Photography for Holt was a language, as well as a medium. In 1971 she created her first sculptures, "seeing devices," as she called them, drawing attention to visual perception and place. The Locators comprise industrial piping welded into a T-shape and are to be looked through with one eye. They direct attention to the time-bound processes of vision. In 1992 she recalled: "I woke up one morning, I went to a welding place, made some of these Locator pieces, and overnight I had produced physical objects. They weren't things that you looked at, but they were things you looked through. I would zero in on something you wouldn't notice at all until you looked through my Locator, and then you would be kind of startled." The first Locators looked out from the windows of her studio in the West Village neighborhood of New York on details, such as a cracked window or a ventilation pipe. She soon became more interested in the process of seeing than in the subject of sight. Locator Spotlight with Sunlight (1972) explores the difference between light formed by the sun and electric light. Locator P.S.1 (1980) looks up to an irregular shape that becomes a circle when viewed through the Locator, and down to an outline that likewise shifts to a circle. The Locators directly led to Holt’s landmark earthwork, Sun Tunnels (1973–76).


The upper gallery is filled with Electrical System (1982), one of Holt’s System Works that expose resources so common to contemporary life that their visual, tangible existence often goes forgotten. Electrical System consists of lightbulbs connected by a long metal conduit that curves and winds, inviting viewers to meander through arches of light. The System Works, like her formative text, audio and light investigations, make use of found systems to reveal what is unseen. They are formed from standard industrial materials designed for introducing heating, ventilation, lighting and drainage into the built environment—as Holt noted, they expose "fragments of vast, hidden networks" that are "part of vast open-ended systems, part of the world."


Holt’s works—be they materialized in sound, on paper, as an object, a moving image, an earthwork, an extension of architectural systems, a sculpture to look through or a single sentence—are invitations to stop, to look, to think, to pay attention, to observe the world as it changes, and with this to recognize the systems that structure and locate perception. Sprüth Magers works with Holt/Smithson Foundation to develop Holt’s unique and influential legacy.

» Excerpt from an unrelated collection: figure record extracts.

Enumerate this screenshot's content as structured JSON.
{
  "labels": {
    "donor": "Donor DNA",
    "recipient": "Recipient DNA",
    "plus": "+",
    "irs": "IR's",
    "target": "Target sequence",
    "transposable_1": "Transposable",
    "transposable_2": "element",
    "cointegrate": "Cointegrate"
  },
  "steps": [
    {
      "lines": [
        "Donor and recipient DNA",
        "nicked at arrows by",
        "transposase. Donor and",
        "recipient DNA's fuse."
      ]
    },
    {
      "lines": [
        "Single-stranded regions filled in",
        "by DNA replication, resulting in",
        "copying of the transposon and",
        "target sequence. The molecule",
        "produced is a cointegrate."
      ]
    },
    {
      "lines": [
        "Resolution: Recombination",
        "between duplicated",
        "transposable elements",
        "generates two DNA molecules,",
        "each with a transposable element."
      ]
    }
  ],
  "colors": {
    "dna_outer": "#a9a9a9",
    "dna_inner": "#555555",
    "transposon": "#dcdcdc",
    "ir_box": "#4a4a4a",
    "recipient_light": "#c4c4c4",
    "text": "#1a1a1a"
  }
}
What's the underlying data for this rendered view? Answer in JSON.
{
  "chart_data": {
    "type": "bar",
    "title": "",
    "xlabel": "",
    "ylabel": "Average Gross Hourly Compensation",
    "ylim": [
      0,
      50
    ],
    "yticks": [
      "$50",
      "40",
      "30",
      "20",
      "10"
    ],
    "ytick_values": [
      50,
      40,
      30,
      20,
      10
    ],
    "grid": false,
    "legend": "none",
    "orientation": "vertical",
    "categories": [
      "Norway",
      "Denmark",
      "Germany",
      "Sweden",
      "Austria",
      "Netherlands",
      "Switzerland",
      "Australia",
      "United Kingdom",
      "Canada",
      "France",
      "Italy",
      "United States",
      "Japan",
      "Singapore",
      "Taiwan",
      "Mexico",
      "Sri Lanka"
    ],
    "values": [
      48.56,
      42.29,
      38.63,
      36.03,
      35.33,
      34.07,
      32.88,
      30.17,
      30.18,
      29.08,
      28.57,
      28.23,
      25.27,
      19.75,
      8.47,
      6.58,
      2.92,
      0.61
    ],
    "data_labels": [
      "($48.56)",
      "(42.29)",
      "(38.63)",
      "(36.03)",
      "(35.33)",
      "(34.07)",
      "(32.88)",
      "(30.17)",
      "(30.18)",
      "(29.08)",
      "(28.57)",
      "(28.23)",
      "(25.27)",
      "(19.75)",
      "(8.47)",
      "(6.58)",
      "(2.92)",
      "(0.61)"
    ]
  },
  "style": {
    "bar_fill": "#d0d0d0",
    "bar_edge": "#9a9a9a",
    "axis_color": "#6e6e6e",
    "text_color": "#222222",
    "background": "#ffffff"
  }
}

Nancy Holt’s work is held in major collections including the Museum of Modern Art, New York; Museum für Gegenswartkunst, Germany; Utah Museum of Fine Arts and the Whitney Museum of American Art, New York. In 2018 Sun Tunnels (1973–76) and Holes of Light (1974) were acquired by Dia Art Foundation, with support from Holt/Smithson Foundation. Works by Holt are permanently installed at public institutions including Miami University Art Museum, Ohio; University of Massachusetts, Dartmouth; Western Washington University; and University of South Florida.


In June 2022 the most expansive survey exhibition and publication of Holt’s work, Nancy Holt/Inside Outside, launched at Bildmuseet (Umeå, Sweden), developed in cooperation with MACBA (Barcelona, Spain), who will present the exhibition in summer 2023. The retrospective Nancy Holt: Sightlines traveled between 2010 and 2012 from the Wallach Art Gallery (Columbia University, New York) to five venues. Other solo exhibitions include presentations at Western Washington University and University of Massachusetts, Dartmouth (2021), Dia Art Foundation, New York (2018) and Whitworth Art Gallery, Manchester and Contemporary Art Gallery, Vancouver (2013). Selected group exhibitions include The Warehouse, Dallas (2022), Museum der Gegenwartskunst Siegen (2020), Museum of Contemporary Art, Los Angeles and Haus der Kunst, Munich (2012–13) and Hamburger Bahnhof - Museum für Gegenwart, Berlin (2011).